A**HOLE'S Guide To Arguing

Never Mind The Others

* From The A**HOLE’S Guide To Arguing (Or, How To Succeed In Politics)”


Ever heard of the Texas sharpshooter?
Apparently the name comes from an old joke.

A Texan shoots random holes at the side of a barn. Afterwards he paints targets around the areas where he sees the tightest clusters of bullet holes, and calls himself a sharpshooter.

The fact that the hits are random do not matter, only that they appear to be clustered.

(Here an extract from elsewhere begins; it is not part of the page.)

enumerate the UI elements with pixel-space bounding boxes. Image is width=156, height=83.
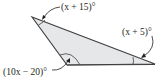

When this fallacy shows up, people are cherry-picking data that supports their beliefs, and purposefully ignoring the rest of the data in order to produce a pattern where none exists. Share on X

In politics, this could lead to policies and laws being implemented for all the wrong reasons.

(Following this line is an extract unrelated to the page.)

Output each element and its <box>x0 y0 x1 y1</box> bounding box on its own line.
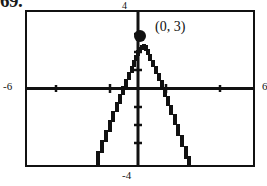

“To protect this nation against terrorist, we need to ban all Saudi nationals from entering the US. We don’t need any more Bin Ladens or another 9/11 in this country.”

Here the speaker assumes that terrorists are located in a specific region, and that banning the people of that region from entering the country is therefore a good safety measure.

It ignores the fact that many terrorists are ‘home-grown’ and not foreigners. The speaker has focused on (painted a bullseye around) the data from 9/11 where most of the hijackers were Saudis, while ignoring the rest of the data (the home-grown terrorists and those from nations other than Saudi Arabia).